The third and decisive turning point came between 1914 and 1917. Stranded in the Netherlands by the war, Mondrian pushed his research to total abstraction. He reduced his palette to the pure primary colours (red, yellow, blue) and the non-colours (black, white, grey). He reduced his lines to the horizontal and vertical exclusively — the two basic directions that structure human space (gravity and the horizon). He eliminated every curve, every diagonal, every residue of nature. What he called neoplasticism was born.


De Stijl and Theory

In 1917, Mondrian co-founded with Theo van Doesburg the journal De Stijl (The Style), which became the theoretical vehicle for their ideas. The neoplasticism he developed there is a complete philosophical aesthetic: art must express the universal rather than the particular, dynamic equilibrium rather than static symmetry, the relationship between opposites (horizontal/vertical, colour/non-colour, void/solid) rather than representations of nature.
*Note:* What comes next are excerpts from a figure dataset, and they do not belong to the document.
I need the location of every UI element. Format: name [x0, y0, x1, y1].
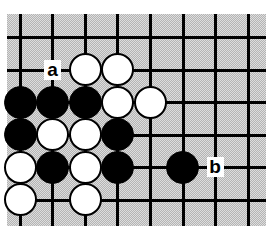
black-stone[interactable]	[36, 151, 69, 184]
black-stone[interactable]	[36, 86, 69, 119]
goban-surface: ab	[7, 14, 266, 226]
white-stone[interactable]	[101, 86, 134, 119]
black-stone[interactable]	[101, 151, 134, 184]
white-stone[interactable]	[69, 183, 102, 216]
white-stone[interactable]	[69, 151, 102, 184]
white-stone[interactable]	[101, 53, 134, 86]
white-stone[interactable]	[69, 118, 102, 151]
grid-line-vertical	[214, 14, 217, 226]
black-stone[interactable]	[4, 118, 37, 151]
white-stone[interactable]	[36, 118, 69, 151]
marker-label-a: a	[44, 60, 61, 80]
marker-label-b: b	[207, 157, 224, 177]
go-board-diagram: ab	[0, 0, 273, 237]
white-stone[interactable]	[4, 183, 37, 216]
grid-line-vertical	[182, 14, 185, 226]
grid-line-horizontal	[7, 36, 266, 39]
white-stone[interactable]	[134, 86, 167, 119]
black-stone[interactable]	[69, 86, 102, 119]
black-stone[interactable]	[4, 86, 37, 119]
black-stone[interactable]	[166, 151, 199, 184]
grid-line-vertical	[247, 14, 250, 226]
white-stone[interactable]	[69, 53, 102, 86]
white-stone[interactable]	[4, 151, 37, 184]
grid-line-vertical	[149, 14, 152, 226]
black-stone[interactable]	[101, 118, 134, 151]
grid-line-horizontal	[7, 199, 266, 202]
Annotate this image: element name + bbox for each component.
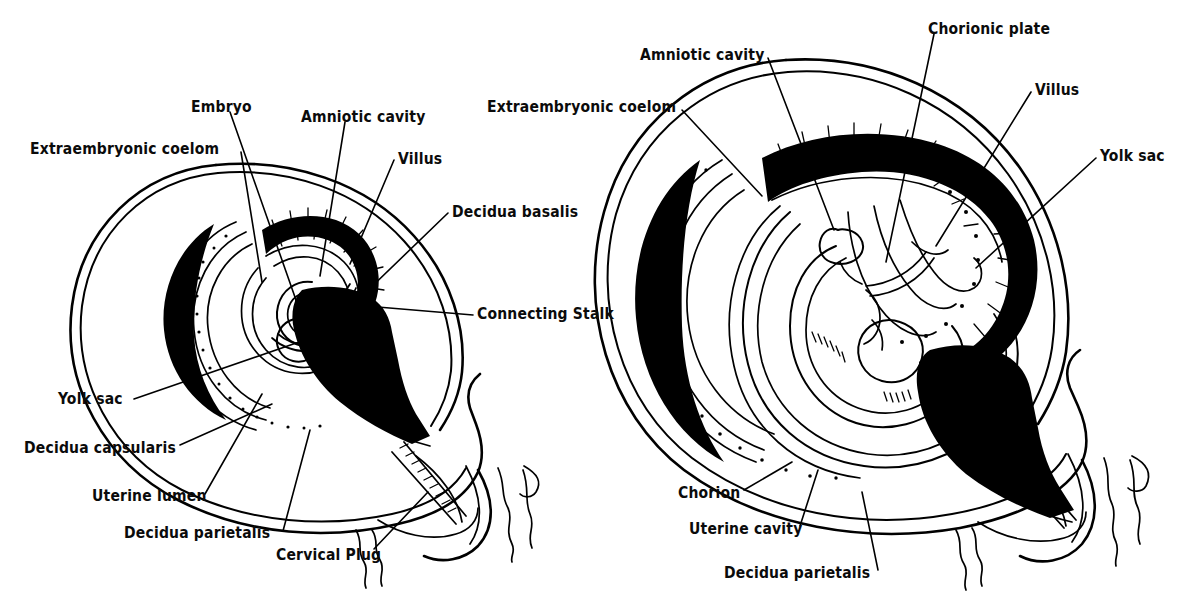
right-panel-artwork <box>595 34 1149 590</box>
label-right-extraembryonic-coelom: Extraembryonic coelom <box>487 100 676 116</box>
right-decidua-parietalis-mass <box>917 345 1074 518</box>
label-left-embryo: Embryo <box>191 100 252 116</box>
left-cervix-wavy-right <box>498 468 513 562</box>
right-villus-vessel-loops <box>848 200 982 336</box>
right-fetus-shading <box>812 332 911 402</box>
right-cervix-wavy-left2 <box>956 530 966 590</box>
label-right-chorion: Chorion <box>678 486 740 502</box>
left-cervix-outer <box>424 470 491 560</box>
right-yolk-sac <box>858 320 923 382</box>
label-left-decidua-basalis: Decidua basalis <box>452 205 578 221</box>
right-lower-uterine-curve <box>978 512 1086 541</box>
label-left-extraembryonic-coelom: Extraembryonic coelom <box>30 142 219 158</box>
label-left-amniotic-cavity: Amniotic cavity <box>301 110 425 126</box>
label-right-decidua-parietalis: Decidua parietalis <box>724 566 870 582</box>
label-right-yolk-sac: Yolk sac <box>1100 149 1165 165</box>
left-uterus-outer-wall <box>71 165 482 533</box>
label-right-chorionic-plate: Chorionic plate <box>928 22 1050 38</box>
right-fetal-limb-upper <box>864 290 880 344</box>
right-fetal-head <box>820 229 863 264</box>
leader-left-cervical-plug <box>374 492 428 549</box>
left-cervix-wavy-outer <box>523 470 532 548</box>
label-left-cervical-plug: Cervical Plug <box>276 548 381 564</box>
label-left-connecting-stalk: Connecting Stalk <box>477 307 614 323</box>
right-cervix-wavy-left <box>972 528 982 586</box>
left-internal-os-curve <box>416 456 462 522</box>
leader-left-decidua-parietalis <box>283 430 310 531</box>
leader-left-decidua-capsularis <box>180 404 272 445</box>
leader-right-extraembryonic-coelom <box>682 110 762 196</box>
leader-left-embryo <box>230 112 296 300</box>
left-cervix-canal-right <box>466 466 479 544</box>
label-left-decidua-capsularis: Decidua capsularis <box>24 441 176 457</box>
figure-root: Extraembryonic coelom Embryo Amniotic ca… <box>0 0 1197 612</box>
label-left-uterine-lumen: Uterine lumen <box>92 489 207 505</box>
label-left-decidua-parietalis: Decidua parietalis <box>124 526 270 542</box>
label-right-uterine-cavity: Uterine cavity <box>689 522 802 538</box>
leader-right-chorion <box>744 462 792 490</box>
label-left-villus: Villus <box>398 152 442 168</box>
right-placenta-villous-mass <box>762 134 1037 380</box>
label-right-amniotic-cavity: Amniotic cavity <box>640 48 764 64</box>
right-cervix-wavy-right <box>1104 458 1117 566</box>
label-left-yolk-sac: Yolk sac <box>58 392 123 408</box>
left-panel-artwork <box>71 112 539 588</box>
leader-right-uterine-cavity <box>800 470 818 526</box>
leader-right-decidua-parietalis <box>862 492 878 570</box>
right-chorion-crescent <box>635 160 724 462</box>
label-right-villus: Villus <box>1035 83 1079 99</box>
right-cervix-wavy-outer <box>1130 460 1140 544</box>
These ideas had a considerable influence on design, architecture and the graphic arts of the twentieth century — the Bauhaus drew from them, and the architecture of Gerrit Rietveld (the Red and Blue Chair, the Rietveld Schröder House) is their most direct application.

Mondrian and Van Doesburg fell out in 1924: Van Doesburg introduced the diagonal into his compositions, which Mondrian absolutely refused as a betrayal of the fundamental principle of neoplasticism. That rupture, superficially anecdotal, illustrates the seriousness and intransigence with which Mondrian defended his convictions.


Paris, London, New York

Mondrian lived in Paris from 1919 to 1938, in a small studio on the rue du Départ whose white walls and primary-colour rectangles were themselves a work of art — several artists and visitors testified to the strange luminous beauty of that space. He loved dancing — the foxtrot, the boogie-woogie — and moved through Parisian artistic circles with a discretion and warmth that contrasted with the rigour of his art.

In 1938, the Nazi threat drove him to London, and in 1940 to New York, where he settled permanently. The city enchanted him: the rhythm of Manhattan's urban grid, the liveliness and colour of Broadway, the jazz — all of it resonated with his own sensibility. His final New York canvases — Broadway Boogie-Woogie (1942–43, MoMA) and Victory Boogie-Woogie (1942–44, Gemeentemuseum, The Hague) — are the most colourful and vibrant of his life: the black grid is replaced by yellow lines punctuated with small squares of colour, like jazz notes in a visual score.

He died in New York on 1 February 1944, of pneumonia, aged seventy-one, leaving Victory Boogie-Woogie unfinished. His work is today in the greatest collections in the world, and his influence on twentieth-century graphic design, product design and architecture is beyond measure.